Reading the Comics, May 2, 2017: Puzzle Week


If there was a theme this week, it was puzzles. So many strips had little puzzles to work out. You’ll see. Thank you.

Bill Amend’s FoxTrot for the 30th of April tries to address my loss of Jumble panels. Thank you, whoever at Comic Strip Master Command passed along word of my troubles. I won’t spoil your fun. As sometimes happens with a Jumble you can work out the joke punchline without doing any of the earlier ones. 64 in binary would be written 1000000. And from this you know what fits in all the circles of the unscrambled numbers. This reduces a lot of the scrambling you have to do: just test whether 341 or 431 is a prime number. Check whether 8802, 8208, or 2808 is divisible by 117. The integer cubed you just have to keep trying possibilities. But only one combination is the cube of an integer. The factorial of 12, just, ugh. At least the circles let you know you’ve done your calculations right.

Steve McGarry’s activity feature Kidtown for the 30th plays with numbers some. And a puzzle that’ll let you check how well you can recognize multiples of four that are somewhere near one another. You can use diagonals too; that’s important to remember.

Mac King and Bill King’s Magic in a Minute feature for the 30th is also a celebration of numerals. Enjoy the brain teaser about why the encoding makes sense. I don’t believe the hype about NASA engineers needing days to solve a puzzle kids got in minutes. But if it’s believable, is it really hype?

Marty Links’s Emmy Lou from the 29th of October, 1963 was rerun the 2nd of May. It’s a reminder that mathematics teachers of the early 60s also needed something to tape to their doors.

Mel Henze’s Gentle Creatures rerun for the 2nd of May is another example of the conflating of “can do arithmetic” with “intelligence”.
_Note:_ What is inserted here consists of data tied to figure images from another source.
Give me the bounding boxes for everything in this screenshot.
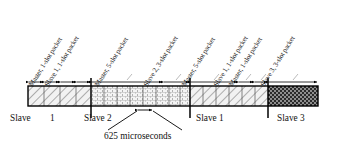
slot-duration-caption: 625 microseconds — [104, 131, 171, 141]
bottom-label-slave-3: Slave 3 — [277, 113, 305, 123]
bottom-label-slave: Slave — [10, 113, 31, 123]
region-slave2 — [91, 86, 190, 106]
piconet-timing-figure: Master, 1-slot packet Slave 1, 1-slot pa… — [0, 0, 350, 156]
region-slave3 — [268, 86, 318, 106]
slot-duration-marker — [108, 110, 182, 130]
bottom-label-slave-1: Slave 1 — [196, 113, 224, 123]
bottom-label-slave-1-num: 1 — [50, 113, 55, 123]
label-leader-lines — [36, 74, 298, 80]
timeline-bar — [28, 86, 318, 106]
region-slave1-a — [28, 86, 91, 106]
bottom-label-slave-2: Slave 2 — [84, 113, 112, 123]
Mark Litzler’s Joe Vanilla for the 2nd name-drops the Null Hypothesis. I’m not sure what Litzler is going for exactly. The Null Hypothesis, though, comes to us from statistics and from inference testing. It turns up everywhere when we sample stuff. It turns up in medicine, in manufacturing, in psychology, in economics. Everywhere we might see something too complicated to run the sorts of unambiguous and highly repeatable tests that physics and chemistry can do — things that are about immediately practical questions — we get to testing inferences. What we want to know is, is this data set something that could plausibly happen by chance? Or is it too far out of the ordinary to be mere luck? The Null Hypothesis is the explanation that nothing’s going on. If your sample is weird in some way, well, everything is weird. What’s special about your sample? You hope to find data that will let you reject the Null Hypothesis, showing that the data you have is so extreme it just can’t plausibly be chance. Or to conclude that you fail to reject the Null Hypothesis, showing that the data is not so extreme that it couldn’t be chance. We don’t accept the Null Hypothesis. We just allow that more data might come in sometime later.
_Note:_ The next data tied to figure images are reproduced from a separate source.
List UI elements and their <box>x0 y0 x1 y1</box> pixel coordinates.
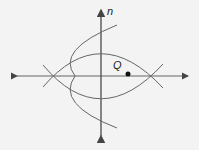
construction-diagram: Q n <box>0 0 199 150</box>
line-n-label: n <box>107 5 113 17</box>
point-q-label: Q <box>113 59 122 71</box>
point-q <box>126 72 131 77</box>
diagram-canvas: Q n <box>0 0 199 150</box>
I don’t know what Litzler is going for with this. I feel like I’m missing a reference and I’ll defer to a finance blogger’s Reading the Comics post.

Keith Tutt and Daniel Saunders’s Lard’s World Peace Tips for the 3rd is another in the string of jokes using arithmetic as source of indisputably true facts. And once again it’s “2 + 2 = 5”. Somehow one plus one never rates in this use.

Aaron Johnson’s W T Duck rerun for the 3rd is the Venn Diagram joke for this week. It’s got some punch to it, too.

Je Mallett’s Frazz for the 5th took me some time to puzzle out. I’ll allow it.